Duane's take
Here's my telling of what the official marker has to say about the Amy Settlement, out in Delta County. Now settle in, because this one starts with four brothers and ends with something that outlasted the town itself. In 1875, brothers David, Harrison, Madison, and Addison Hobbs packed up and left Mississippi, pointed themselves toward Texas, and set down roots in a place then known as the Big Creek Thicket.
Four brothers, one thicket, and a whole lot of ambition. A settlement took shape around them — folks started calling it Hobbs Thicket — and by the early 1880s the community had grown enough to put up a two-room schoolhouse. That's the kind of thing that tells you people are planning to stay.
Now, the roads around Hobbs Thicket were something else entirely. Muddy, stubborn, the kind of roads that made you rethink every errand. But the settlement grew anyway.
By 1894, a local store owner by the name of Robert A. Nickolson figured the place had earned itself a post office, and he applied for one. He asked for the name Hobbs.
The U.S. Postal Service said no — turned it down flat — and came back with a substitute: Amy. Just Amy.
Nobody seems to have asked why. Nicholson was selected as Amy's first postmaster, so at least he got something out of the deal. And Amy, whatever you thought of the name, kept growing.
By 1920, that little community had a post office, a doctor's office, a telephone switchboard, a general store, two churches, a barber shop, a blacksmith shop, and a cotton gin running on two large boilers fired by wood and coal. That gin was the heartbeat of the place. Then 1924 came around.
The gin burned down. And it was never rebuilt. You feel that pause?
Because the town sure did. The closing of that cotton gin set off a steady decline — the marker says it plain, precipitated it — and Amy began to come apart at the seams. In 1928, the school merged with the nearby Mulberry School System.
Then the 1950s rolled through and took what was left: Amy's last remaining church closed, the general store closed, and that was that. The town of Amy no longer existed. But here's the thing — and this is the part worth sittin' with.
Somewhere around 1920, the people of Amy had started a tradition of gathering together for homecoming activities. And long after the post office was gone, long after the gin was ash, long after the last church locked its doors, the former residents and their relatives kept right on coming back. The town disappeared.
The homecoming didn't. Some roots, it turns out, don't need a town to hold on.
What the marker says
In 1875 brothers David, Harrison, Madison, and Addison Hobbs left Mississippi and settled here in what was then known as the Big Creek Thicket. A settlement named Hobbs Thicket emerged and in the early 1880s the 2-room Hobbs Thicket Schoolhouse was built. Although travel over the area's muddy roads was difficult, Hobbs Thicket grew and in 1894 local store owner Robert A. Nickolson applied for a post office. The U.S. Postal Service turned down the initial name request of "Hobbs" and substituted "Amy." Nicholson was selected Amy's first postmaster. By 1920 Amy consisted of a post office, doctor's office, telephone switchboard, general store, two churches, barber shop, blacksmith shop, and cotton gin with two large boilers fired by wood and coal. The gin burned down in 1924 and was never rebuilt. The cotton gin's closing precipitated a steady decline in the town. In 1928 the school merged with the nearby Mulberry School System, and in the 1950s Amy's last remaining church and general store closed. For many years after the town of Amy no longer existed a number of its former residents and their relatives continued a tradition established about 1920 of gathering together for homecoming activities.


=== Exercise requirements ===
The response should be the records below, repeated exactly, with each picture left out.

=== Extracted records ===

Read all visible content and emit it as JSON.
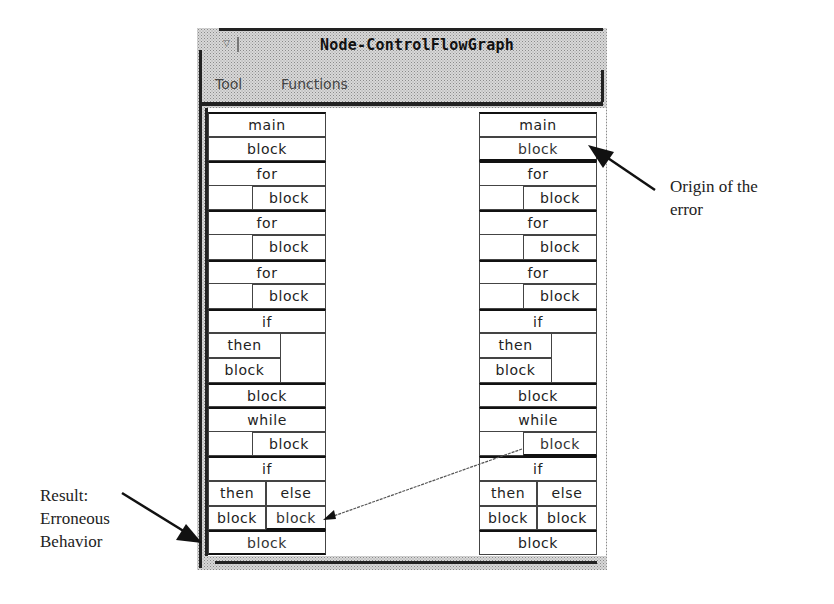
{
  "window": {
    "title": "Node-ControlFlowGraph",
    "close_glyph": "▽",
    "menu": [
      {
        "label": "Tool"
      },
      {
        "label": "Functions"
      }
    ]
  },
  "left_tree": {
    "rows": [
      {
        "id": "main",
        "label": "main"
      },
      {
        "id": "block1",
        "label": "block"
      },
      {
        "id": "for1",
        "label": "for"
      },
      {
        "id": "for1-block",
        "label": "block"
      },
      {
        "id": "for2",
        "label": "for"
      },
      {
        "id": "for2-block",
        "label": "block"
      },
      {
        "id": "for3",
        "label": "for"
      },
      {
        "id": "for3-block",
        "label": "block"
      },
      {
        "id": "if1",
        "label": "if"
      },
      {
        "id": "if1-then",
        "label": "then"
      },
      {
        "id": "if1-then-block",
        "label": "block"
      },
      {
        "id": "block2",
        "label": "block"
      },
      {
        "id": "while",
        "label": "while"
      },
      {
        "id": "while-block",
        "label": "block"
      },
      {
        "id": "if2",
        "label": "if"
      },
      {
        "id": "if2-then",
        "label": "then"
      },
      {
        "id": "if2-else",
        "label": "else"
      },
      {
        "id": "if2-then-block",
        "label": "block"
      },
      {
        "id": "if2-else-block",
        "label": "block",
        "highlighted": true
      },
      {
        "id": "block3",
        "label": "block",
        "highlighted": true
      }
    ]
  },
  "right_tree": {
    "rows": [
      {
        "id": "main",
        "label": "main"
      },
      {
        "id": "block1",
        "label": "block",
        "highlighted": true
      },
      {
        "id": "for1",
        "label": "for"
      },
      {
        "id": "for1-block",
        "label": "block"
      },
      {
        "id": "for2",
        "label": "for"
      },
      {
        "id": "for2-block",
        "label": "block"
      },
      {
        "id": "for3",
        "label": "for"
      },
      {
        "id": "for3-block",
        "label": "block"
      },
      {
        "id": "if1",
        "label": "if"
      },
      {
        "id": "if1-then",
        "label": "then"
      },
      {
        "id": "if1-then-block",
        "label": "block"
      },
      {
        "id": "block2",
        "label": "block"
      },
      {
        "id": "while",
        "label": "while"
      },
      {
        "id": "while-block",
        "label": "block",
        "highlighted": true
      },
      {
        "id": "if2",
        "label": "if"
      },
      {
        "id": "if2-then",
        "label": "then"
      },
      {
        "id": "if2-else",
        "label": "else"
      },
      {
        "id": "if2-then-block",
        "label": "block"
      },
      {
        "id": "if2-else-block",
        "label": "block"
      },
      {
        "id": "block3",
        "label": "block"
      }
    ]
  },
  "annotations": {
    "origin": {
      "line1": "Origin of the",
      "line2": "error"
    },
    "result": {
      "line1": "Result:",
      "line2": "Erroneous",
      "line3": "Behavior"
    }
  }
}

=== Solution to this exercise ===
Read all visible content and emit it as JSON.
{
  "window": {
    "title": "Node-ControlFlowGraph",
    "close_glyph": "▽",
    "menu": [
      {
        "label": "Tool"
      },
      {
        "label": "Functions"
      }
    ]
  },
  "left_tree": {
    "rows": [
      {
        "id": "main",
        "label": "main"
      },
      {
        "id": "block1",
        "label": "block"
      },
      {
        "id": "for1",
        "label": "for"
      },
      {
        "id": "for1-block",
        "label": "block"
      },
      {
        "id": "for2",
        "label": "for"
      },
      {
        "id": "for2-block",
        "label": "block"
      },
      {
        "id": "for3",
        "label": "for"
      },
      {
        "id": "for3-block",
        "label": "block"
      },
      {
        "id": "if1",
        "label": "if"
      },
      {
        "id": "if1-then",
        "label": "then"
      },
      {
        "id": "if1-then-block",
        "label": "block"
      },
      {
        "id": "block2",
        "label": "block"
      },
      {
        "id": "while",
        "label": "while"
      },
      {
        "id": "while-block",
        "label": "block"
      },
      {
        "id": "if2",
        "label": "if"
      },
      {
        "id": "if2-then",
        "label": "then"
      },
      {
        "id": "if2-else",
        "label": "else"
      },
      {
        "id": "if2-then-block",
        "label": "block"
      },
      {
        "id": "if2-else-block",
        "label": "block",
        "highlighted": true
      },
      {
        "id": "block3",
        "label": "block",
        "highlighted": true
      }
    ]
  },
  "right_tree": {
    "rows": [
      {
        "id": "main",
        "label": "main"
      },
      {
        "id": "block1",
        "label": "block",
        "highlighted": true
      },
      {
        "id": "for1",
        "label": "for"
      },
      {
        "id": "for1-block",
        "label": "block"
      },
      {
        "id": "for2",
        "label": "for"
      },
      {
        "id": "for2-block",
        "label": "block"
      },
      {
        "id": "for3",
        "label": "for"
      },
      {
        "id": "for3-block",
        "label": "block"
      },
      {
        "id": "if1",
        "label": "if"
      },
      {
        "id": "if1-then",
        "label": "then"
      },
      {
        "id": "if1-then-block",
        "label": "block"
      },
      {
        "id": "block2",
        "label": "block"
      },
      {
        "id": "while",
        "label": "while"
      },
      {
        "id": "while-block",
        "label": "block",
        "highlighted": true
      },
      {
        "id": "if2",
        "label": "if"
      },
      {
        "id": "if2-then",
        "label": "then"
      },
      {
        "id": "if2-else",
        "label": "else"
      },
      {
        "id": "if2-then-block",
        "label": "block"
      },
      {
        "id": "if2-else-block",
        "label": "block"
      },
      {
        "id": "block3",
        "label": "block"
      }
    ]
  },
  "annotations": {
    "origin": {
      "line1": "Origin of the",
      "line2": "error"
    },
    "result": {
      "line1": "Result:",
      "line2": "Erroneous",
      "line3": "Behavior"
    }
  }
}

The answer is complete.